As isolation sets in, Violeta’s only comforts are her cat and writing letters to her best friend, unanswered letters that describe her gradual transformation and her escalating attempts to reverse it: First, she burns her mother’s photo as sacrifice; then, an offering of blood by slashing her hand. But these offerings don’t work. Will Violeta turn completely into a doll, or will she lose her moral purity forever and offer a much bigger sacrifice…a toddler? But is she really turning into a doll…or is it all in her head?
Chapter One
Puerto Rico
May 26, 1898
It’s rocky and bumpy inside the carriage. My stomach is squeezed into a knot, and it’s hard to balance the desk on my lap. Dina looks miserable inside her carrier, even though she’s snuggled in my old baby blanket. Poor Dolores. She sits across from me with her ringlets spilling out of her lopsided hat and a frown that hasn’t left her forehead since we left. Once in a while she fans herself with her abanico, or she touches the rosary that hangs from her neck.
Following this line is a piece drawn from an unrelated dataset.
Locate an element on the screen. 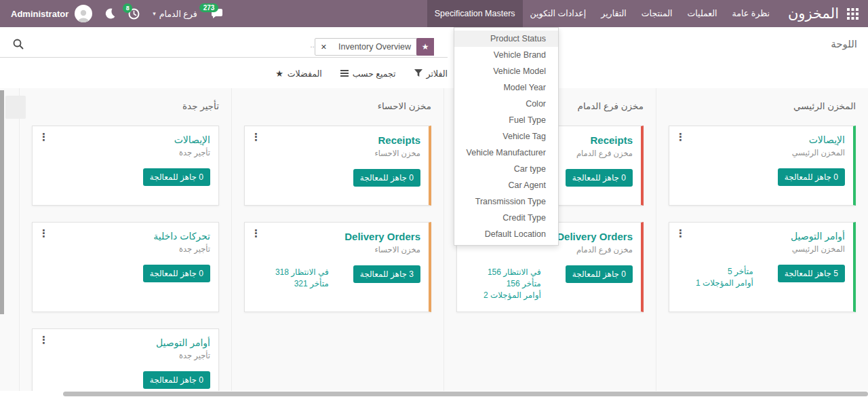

‘Think of it as one of Alice’s adventures,’ Dolores said last night, gesturing to my favorite book, which I’d been reading again.
I wonder how Alice would feel if she were me. On my way to an unknown world with Dina by my side. I touch Mami’s photo inside my pocket. That usually makes me feel better, but now it only reminds me of how she’s gone, and now Papi is too. For a while I try to distract myself with the landscape. We wind through coffee farms dotted with workers, past sugar cane fields with emerald-green stalks glistening in the sun. Far away beyond the rolling hills, I can see the sea.
The clatter of the horses’ hooves echoes in my ear as I pull out a sheet of paper and set it on the writing slope. I dip the quill into the ink well and I’m about to write today’s date when a sudden jolt shakes the carriage—
‘Meooww!’ Dina yowls.
‘Oh!’ The quill falls from my hand and a blotch of ink spiders outwards onto the page, spreading like a shadow.
‘Careful, your dress!’ Dolores says, putting down her fan.
I glance down at my white lace dress, now sprinkled with ink droplets. Oh well.
‘That was Brussels lace,’ Dolores says.